You can now add your own widgets to Livebook, known as Kinos in Livebook terminology. Build chat apps, multiplayer games, interactive maps, and more! It doesn't matter what is your domain area, you can now make Livebook as powerful as you want.

We have revamped our Explore guides to include a complete course on Kino with several examples:

Other improvements

  • You can now increase the editor font-size and pick a high-contrast theme. We also improved the contrast and accessibility in several places.

  • The code editor now supports auto-completion of structs fields and shows additional metadata about functions, such as which version they were added and deprecation notices.

Check out the technical release notes for the complete list of changes.

releases
a year ago

Announcing Livebook

We are glad to announce Livebook, an open source web application for writing interactive and collaborative code notebooks in Elixir and implemented with Phoenix LiveView. Livebook is an important step in our journey to enable the Erlang VM and its ecosystem to be suitable for numerical and scientific computing.

José Valim has recorded a screencast that highlights some Livebook features, which you can watch below. It also showcases the Axon library, for building Neural Networks in Elixir, as well as some improvements coming in Elixir v1.12:


Features

If you can’t yet watch the video, here is a summary of Livebook features:

  • A deployable web app built with Phoenix LiveView where users can create, fork, and run multiple notebooks.

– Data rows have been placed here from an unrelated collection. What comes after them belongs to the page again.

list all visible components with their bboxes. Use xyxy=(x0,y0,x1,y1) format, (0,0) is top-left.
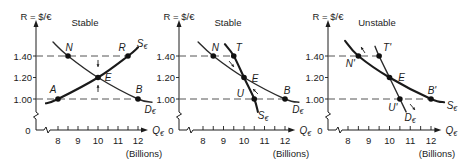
y-tick-label: 1.20 xyxy=(157,72,176,83)
x-axis-arrow-icon xyxy=(288,128,295,133)
panel-title: Stable xyxy=(72,17,99,28)
y-axis xyxy=(326,26,331,130)
x-unit-label: (Billions) xyxy=(419,148,455,159)
y-axis xyxy=(177,26,182,130)
y-tick-label: 1.40 xyxy=(157,51,176,62)
supply-curve-label: S€ xyxy=(137,38,149,50)
point-label: N' xyxy=(346,58,356,69)
x-axis-label-subscript: € xyxy=(453,129,458,136)
demand-curve-label-subscript: € xyxy=(300,108,305,115)
point-label: N xyxy=(65,42,73,53)
supply-curve-label-subscript: € xyxy=(264,114,269,121)
point-marker xyxy=(356,53,362,59)
supply-curve-label: S€ xyxy=(258,110,270,122)
panel-title: Unstable xyxy=(358,17,396,28)
x-axis-arrow-icon xyxy=(434,128,441,133)
y-tick-label: 1.20 xyxy=(306,72,325,83)
x-tick-label: 11 xyxy=(113,135,123,146)
chart-canvas: StableR = $/€Q€0(Billions)891011121.001.… xyxy=(0,0,471,167)
point-label: T' xyxy=(383,42,392,53)
y-axis-label: R = $/€ xyxy=(313,11,345,22)
point-label: B' xyxy=(428,85,438,96)
x-axis-label-subscript: € xyxy=(160,129,165,136)
y-tick-label: 1.00 xyxy=(306,94,325,105)
origin-label: 0 xyxy=(317,125,322,136)
panel-1: StableR = $/€Q€0(Billions)891011121.001.… xyxy=(14,11,165,159)
y-tick-label: 1.00 xyxy=(14,94,33,105)
direction-arrowhead-icon xyxy=(97,64,100,67)
x-axis-label-subscript: € xyxy=(307,129,312,136)
y-axis xyxy=(34,26,39,130)
point-label: R xyxy=(118,42,125,53)
point-label: E xyxy=(105,72,112,83)
demand-curve-label-main: D xyxy=(404,112,411,123)
point-marker xyxy=(65,53,71,59)
x-tick-label: 9 xyxy=(366,135,371,146)
point-label: U xyxy=(237,88,245,99)
x-tick-label: 12 xyxy=(426,135,437,146)
demand-curve-label: D€ xyxy=(404,112,416,124)
x-tick-label: 8 xyxy=(55,135,60,146)
origin-label: 0 xyxy=(25,125,30,136)
point-marker xyxy=(241,75,247,81)
point-marker xyxy=(210,53,216,59)
supply-curve-label: S€ xyxy=(447,100,459,112)
x-tick-label: 12 xyxy=(280,135,291,146)
demand-curve-label-subscript: € xyxy=(412,116,417,123)
x-tick-label: 11 xyxy=(260,135,270,146)
y-tick-label: 1.00 xyxy=(157,94,176,105)
x-tick-label: 11 xyxy=(405,135,415,146)
panel-title: Stable xyxy=(215,17,242,28)
demand-curve-label: D€ xyxy=(292,103,304,115)
point-label: A xyxy=(49,84,57,95)
supply-curve-label-subscript: € xyxy=(143,42,148,49)
x-tick-label: 9 xyxy=(221,135,226,146)
x-tick-label: 10 xyxy=(93,135,104,146)
point-marker xyxy=(387,75,393,81)
y-tick-label: 1.40 xyxy=(306,51,325,62)
direction-arrowhead-icon xyxy=(97,85,100,88)
y-axis-label: R = $/€ xyxy=(164,11,196,22)
point-label: T xyxy=(236,42,243,53)
x-axis xyxy=(179,127,290,133)
x-unit-label: (Billions) xyxy=(126,148,162,159)
point-marker xyxy=(231,53,237,59)
point-label: B xyxy=(284,85,291,96)
point-marker xyxy=(251,96,257,102)
panel-2: StableR = $/€Q€0(Billions)891011121.001.… xyxy=(157,11,313,159)
x-axis-arrow-icon xyxy=(141,128,148,133)
panel-3: UnstableR = $/€Q€0(Billions)891011121.00… xyxy=(306,11,459,159)
x-tick-label: 8 xyxy=(200,135,205,146)
x-tick-label: 10 xyxy=(384,135,395,146)
x-axis-label: Q€ xyxy=(446,125,459,137)
point-marker xyxy=(428,96,434,102)
point-marker xyxy=(95,75,101,81)
point-marker xyxy=(282,96,288,102)
point-label: B xyxy=(136,84,143,95)
point-marker xyxy=(55,96,61,102)
point-marker xyxy=(376,53,382,59)
x-tick-label: 10 xyxy=(239,135,250,146)
demand-curve-label-main: D xyxy=(144,103,151,114)
point-label: E xyxy=(252,73,259,84)
demand-curve-label-main: D xyxy=(292,103,299,114)
x-axis xyxy=(36,127,143,133)
point-label: N xyxy=(212,42,220,53)
origin-label: 0 xyxy=(168,125,173,136)
demand-curve-label: D€ xyxy=(144,103,156,115)
x-axis-label: Q€ xyxy=(299,125,312,137)
x-axis xyxy=(328,127,436,133)
x-axis-label: Q€ xyxy=(152,125,165,137)
x-tick-label: 8 xyxy=(345,135,350,146)
y-tick-label: 1.40 xyxy=(14,51,33,62)
x-tick-label: 12 xyxy=(133,135,144,146)
x-tick-label: 9 xyxy=(75,135,80,146)
supply-curve-label-subscript: € xyxy=(453,104,458,111)
demand-curve-label-subscript: € xyxy=(152,108,157,115)
point-label: E xyxy=(398,72,405,83)
y-axis-label: R = $/€ xyxy=(21,11,53,22)
point-marker xyxy=(397,96,403,102)
y-tick-label: 1.20 xyxy=(14,72,33,83)
point-marker xyxy=(125,53,131,59)
point-label: U' xyxy=(388,102,398,113)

  • Each notebook is made of multiple sections: each section is made of Markdown and Elixir cells. Code in Elixir cells can be evaluated on demand. Mathematical formulas are also supported via KaTeX.

  • Persistence: notebooks can be persisted to disk through the .livemd format, which is a subset of Markdown. This means your notebooks can be saved for later, easily shared, and they also play well with version control.

  • Sequential evaluation: code cells run in a specific order, guaranteeing future users of the same Livebook see the same output. If you re-execute a previous cell, following cells are marked as stale to make it clear they depend on outdated notebook state.

  • Custom runtimes: when executing Elixir code, you can either start a fresh Elixir process, connect to an existing node, or run it inside an existing Elixir project, with access to all of its modules and dependencies. This means Livebook can be a great tool to provide live documentation for existing projects.

  • Explicit dependencies: if your notebook has dependencies, they are explicitly listed and installed with the help of the Mix.install/2 command in Elixir v1.12+.

  • Collaborative features allow multiple users to work on the same notebook at once. Collaboration works either in single-node or multi-node deployments - without a need for additional tooling.